Kelley uses his humor to force you to think. It doesn’t matter what you think, so much as that you think for yourself and form an opinion that belongs solely to you.

Here’s the other way he does it. About half his jokes force you to have more than one point of view at a single time.

Here are a few examples:

When Mayor Pugen spontaneously combusts (and let’s not get started on that one), Wambaugh, who was also his political opponent, gets up to speak: “I’ve known Bill Pugen for 18 years. I’ve never liked him. When he burst into flame, part of me wanted to bring marshmallows.” You immediately put yourself in Wambaugh’s mind, thinking about why he said it. But you are also thinking about those gathered around, and what they must be thinking. Kelley forces you to be in more than one head at a time.

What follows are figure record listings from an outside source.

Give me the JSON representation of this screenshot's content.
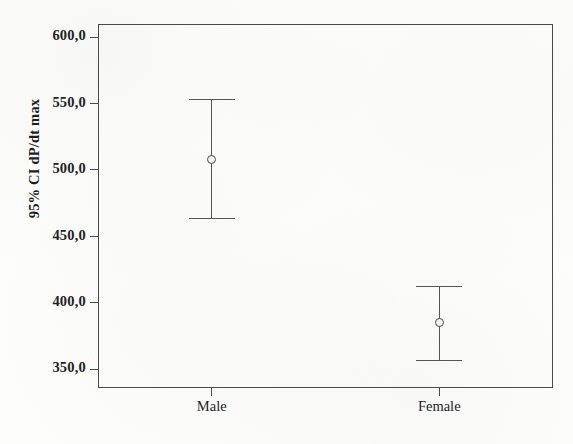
{
  "chart_data": {
    "type": "scatter",
    "title": "",
    "subtitle": "",
    "xlabel": "",
    "ylabel": "95% CI dP/dt max",
    "categories": [
      "Male",
      "Female"
    ],
    "ytick_labels": [
      "600,0",
      "550,0",
      "500,0",
      "450,0",
      "400,0",
      "350,0"
    ],
    "ytick_values": [
      600.0,
      550.0,
      500.0,
      450.0,
      400.0,
      350.0
    ],
    "ylim": [
      336.0,
      610.0
    ],
    "grid": false,
    "legend": null,
    "error_bar_type": "95% confidence interval",
    "points": [
      {
        "category": "Male",
        "mean": 508.0,
        "ci_lower": 463.5,
        "ci_upper": 552.5
      },
      {
        "category": "Female",
        "mean": 385.0,
        "ci_lower": 356.5,
        "ci_upper": 412.0
      }
    ],
    "values": [
      508.0,
      385.0
    ],
    "colors": {
      "axis": "#4a4a4a",
      "errorbar": "#555555",
      "marker_fill": "#f2f2f0",
      "marker_edge": "#4a4a4a",
      "text": "#232323",
      "background": "#fdfdfc"
    }
  }
}
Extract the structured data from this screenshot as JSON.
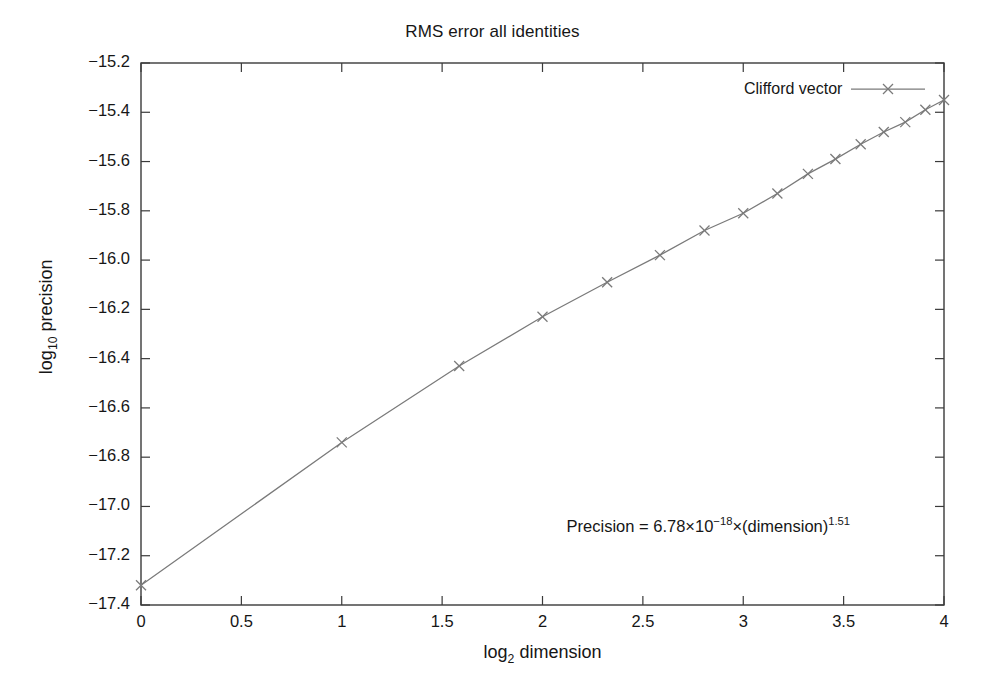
{
  "chart_data": {
    "type": "line",
    "title": "RMS error all identities",
    "xlabel": "log2 dimension",
    "xlabel_base": "log",
    "xlabel_sub": "2",
    "xlabel_rest": " dimension",
    "ylabel_base": "log",
    "ylabel_sub": "10",
    "ylabel_rest": " precision",
    "ylabel": "log10 precision",
    "xlim": [
      0,
      4
    ],
    "ylim": [
      -17.4,
      -15.2
    ],
    "grid": false,
    "legend_position": "top-right inside",
    "xticks": [
      0,
      0.5,
      1,
      1.5,
      2,
      2.5,
      3,
      3.5,
      4
    ],
    "xtick_labels": [
      "0",
      "0.5",
      "1",
      "1.5",
      "2",
      "2.5",
      "3",
      "3.5",
      "4"
    ],
    "yticks": [
      -15.2,
      -15.4,
      -15.6,
      -15.8,
      -16.0,
      -16.2,
      -16.4,
      -16.6,
      -16.8,
      -17.0,
      -17.2,
      -17.4
    ],
    "ytick_labels": [
      "−15.2",
      "−15.4",
      "−15.6",
      "−15.8",
      "−16.0",
      "−16.2",
      "−16.4",
      "−16.6",
      "−16.8",
      "−17.0",
      "−17.2",
      "−17.4"
    ],
    "series": [
      {
        "name": "Clifford vector",
        "marker": "x",
        "color": "#7a7a7a",
        "x": [
          0,
          1,
          1.585,
          2,
          2.322,
          2.585,
          2.807,
          3,
          3.17,
          3.322,
          3.459,
          3.585,
          3.7,
          3.807,
          3.907,
          4
        ],
        "y": [
          -17.32,
          -16.74,
          -16.43,
          -16.23,
          -16.09,
          -15.98,
          -15.88,
          -15.81,
          -15.73,
          -15.65,
          -15.59,
          -15.53,
          -15.48,
          -15.44,
          -15.39,
          -15.35
        ]
      }
    ],
    "annotations": [
      {
        "name": "fit-equation",
        "text": "Precision = 6.78×10⁻¹⁸×(dimension)¹·⁵¹",
        "parts": {
          "lead": "Precision = 6.78",
          "times1": "×",
          "ten": "10",
          "exp1": "−18",
          "times2": "×",
          "base": "(dimension)",
          "exp2": "1.51"
        },
        "x": 2.12,
        "y": -17.08
      }
    ]
  },
  "legend": {
    "label": "Clifford vector"
  }
}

When Zach, the sheriff’s little kid, states innocently: “It’s politically correct to hate Christians,” you immediately think about what he must have heard and what kids are exposed to these days to make him understand the world and political correctness in this way. You see the kid’s perspective (it’s what he heard and what he knows), while retaining your own.

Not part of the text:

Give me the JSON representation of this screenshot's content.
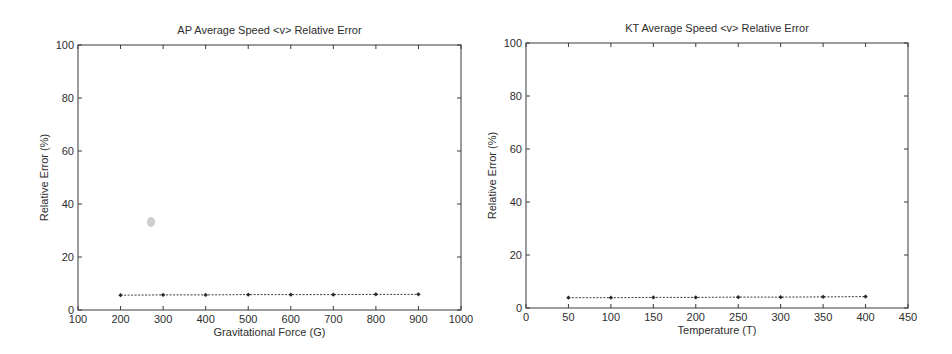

Once, in court, Wambaugh faces off with the FBI. As the proceedings begin, the FBI lawyer says, “Your honor, this is blatant interference, which is jeopardizing the investigation.”

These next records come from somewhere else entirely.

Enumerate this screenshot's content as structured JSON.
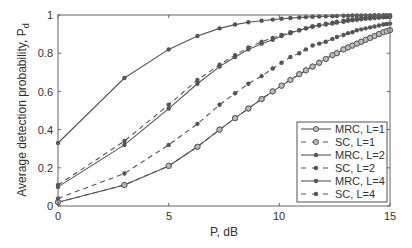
{
  "chart_data": {
    "type": "line",
    "title": "",
    "xlabel": "P, dB",
    "ylabel": "Average detection probability, P_d",
    "xlim": [
      0,
      15
    ],
    "ylim": [
      0,
      1
    ],
    "xticks": [
      0,
      5,
      10,
      15
    ],
    "yticks": [
      0,
      0.2,
      0.4,
      0.6,
      0.8,
      1
    ],
    "grid": false,
    "legend_position": "lower right",
    "x": [
      0,
      3,
      5,
      6.3,
      7.3,
      8,
      8.6,
      9.2,
      9.7,
      10.1,
      10.5,
      10.9,
      11.2,
      11.5,
      11.8,
      12.1,
      12.4,
      12.6,
      12.9,
      13.1,
      13.3,
      13.5,
      13.7,
      13.9,
      14.1,
      14.3,
      14.5,
      14.7,
      14.85,
      15
    ],
    "series": [
      {
        "name": "MRC, L=1",
        "style": "solid",
        "marker": "open-circle",
        "values": [
          0.02,
          0.11,
          0.21,
          0.31,
          0.4,
          0.46,
          0.51,
          0.56,
          0.6,
          0.63,
          0.66,
          0.69,
          0.71,
          0.73,
          0.75,
          0.77,
          0.79,
          0.8,
          0.82,
          0.83,
          0.84,
          0.85,
          0.86,
          0.87,
          0.88,
          0.89,
          0.9,
          0.91,
          0.915,
          0.92
        ]
      },
      {
        "name": "SC, L=1",
        "style": "dashed",
        "marker": "open-circle",
        "values": [
          0.02,
          0.11,
          0.21,
          0.31,
          0.4,
          0.46,
          0.51,
          0.56,
          0.6,
          0.63,
          0.66,
          0.69,
          0.71,
          0.73,
          0.75,
          0.77,
          0.79,
          0.8,
          0.82,
          0.83,
          0.84,
          0.85,
          0.86,
          0.87,
          0.88,
          0.89,
          0.9,
          0.91,
          0.915,
          0.92
        ]
      },
      {
        "name": "MRC, L=2",
        "style": "solid",
        "marker": "dot",
        "values": [
          0.1,
          0.32,
          0.51,
          0.64,
          0.73,
          0.78,
          0.82,
          0.85,
          0.87,
          0.89,
          0.905,
          0.92,
          0.93,
          0.94,
          0.945,
          0.95,
          0.955,
          0.96,
          0.965,
          0.97,
          0.972,
          0.975,
          0.978,
          0.98,
          0.982,
          0.984,
          0.986,
          0.988,
          0.989,
          0.99
        ]
      },
      {
        "name": "SC, L=2",
        "style": "dashed",
        "marker": "dot",
        "values": [
          0.04,
          0.17,
          0.32,
          0.43,
          0.53,
          0.59,
          0.64,
          0.68,
          0.72,
          0.75,
          0.78,
          0.8,
          0.82,
          0.84,
          0.85,
          0.86,
          0.875,
          0.885,
          0.895,
          0.905,
          0.91,
          0.92,
          0.925,
          0.93,
          0.935,
          0.94,
          0.945,
          0.95,
          0.953,
          0.955
        ]
      },
      {
        "name": "MRC, L=4",
        "style": "solid",
        "marker": "dot",
        "values": [
          0.33,
          0.67,
          0.82,
          0.89,
          0.93,
          0.95,
          0.962,
          0.97,
          0.976,
          0.98,
          0.984,
          0.987,
          0.989,
          0.991,
          0.992,
          0.993,
          0.994,
          0.995,
          0.996,
          0.996,
          0.997,
          0.997,
          0.998,
          0.998,
          0.998,
          0.999,
          0.999,
          0.999,
          0.999,
          0.999
        ]
      },
      {
        "name": "SC, L=4",
        "style": "dashed",
        "marker": "dot",
        "values": [
          0.11,
          0.34,
          0.53,
          0.66,
          0.74,
          0.79,
          0.83,
          0.86,
          0.88,
          0.895,
          0.91,
          0.92,
          0.93,
          0.94,
          0.948,
          0.955,
          0.96,
          0.965,
          0.97,
          0.974,
          0.977,
          0.98,
          0.983,
          0.985,
          0.987,
          0.989,
          0.99,
          0.991,
          0.992,
          0.993
        ]
      }
    ]
  },
  "axes": {
    "xlabel": "P, dB",
    "ylabel_main": "Average detection probability, P",
    "ylabel_sub": "d",
    "xtick_labels": [
      "0",
      "5",
      "10",
      "15"
    ],
    "ytick_labels": [
      "0",
      "0.2",
      "0.4",
      "0.6",
      "0.8",
      "1"
    ]
  },
  "legend": {
    "items": [
      "MRC, L=1",
      "SC, L=1",
      "MRC, L=2",
      "SC, L=2",
      "MRC, L=4",
      "SC, L=4"
    ]
  },
  "colors": {
    "line": "#555555",
    "axis": "#666666",
    "text": "#333333"
  }
}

Which is Wambaugh’s cue to rise, “Your honor! Thirty-two hands have been hacked off during their investigation. A little interference would be in order!” The audience in the court laughs.

“That is not funny, Mr. Wambaugh,” the judge chides him.

“Of course not, your honor,” says Wambaugh, and adds belligerently: “And I ask you to sanction everyone back there who laughed!”

In this way, Wambaugh took a situation that’s completely black-and-white and turned the tables on it, making us look at it with the opposite perspective.

And here is Kelley’s smartest joke, in my opinion. Not the best, simply the smartest. Jimmy Brock, sheriff of small-town Rome, Winsconsin, finds the body of a dead masseur. Jimmy discovers a little black book which contains a list of all the man’s clients. The book contains a few squiggles next to many names, representing a special ‘thing’ he used to perform to his favorite clients, the nature of which was unclear but receives many, many euphemisms during the episode. But, generally, it was called the Squiggly.

Now here’s the thing: Jill, Jimmy’s wife, was on the list, although there was no squiggle next to her name. Jimmy gets intensely jealous and demands to know what happened and why he didn’t know about it. Jill insists that there was nothing sexual about the massage, and that she was there simply for her sciatic nerve.

Over a tense family dinner, the Brocks discover that one of the Brocks written in the book was not Jill, but Kimberly, Jimmy’s teenage daughter, also seated at the table. They stare at her in shock. “What?” She says innocently. “It was just a massage.” “Yeah, right,” says Jill.

And there you go.

In one instant, with two words, Jill reverses everything she had claimed until then (although, of course, the ambiguity remains). The instant it happens, we immediately understand why she did it, why it’s bad, what the implications are if she’s lying, what the implications are if she’s not, Jimmy’s points of view as both father and husband, and Jill’s points of view as both mother and wife. All in one split-second.

The ability to see more than one point of view at the same time is part of what makes people intelligent. We’re usually stupid – or at least we act stupidly – when we can’t see beyond our own nose. Intelligence is the ability to react to changing circumstances. We are usually resistant and bull-headed when we’re zeroed in on our own point of view and the rest of the world can kiss our asses.

Of course, this has farther-reaching consequences than feuds with the neighbor, the spouse, the siblings, etc. Almost every war that is not based entirely on self-defense, especially long-lasting wars, depend on the people not seeing the others’ point of view as legitimate and/or that the other side is just as human and grieves just as badly.

I’m not saying listening to Richard Fish or Denny Crane makes us pacifists. I’m saying listening to them makes us marginally smarter for short periods of time.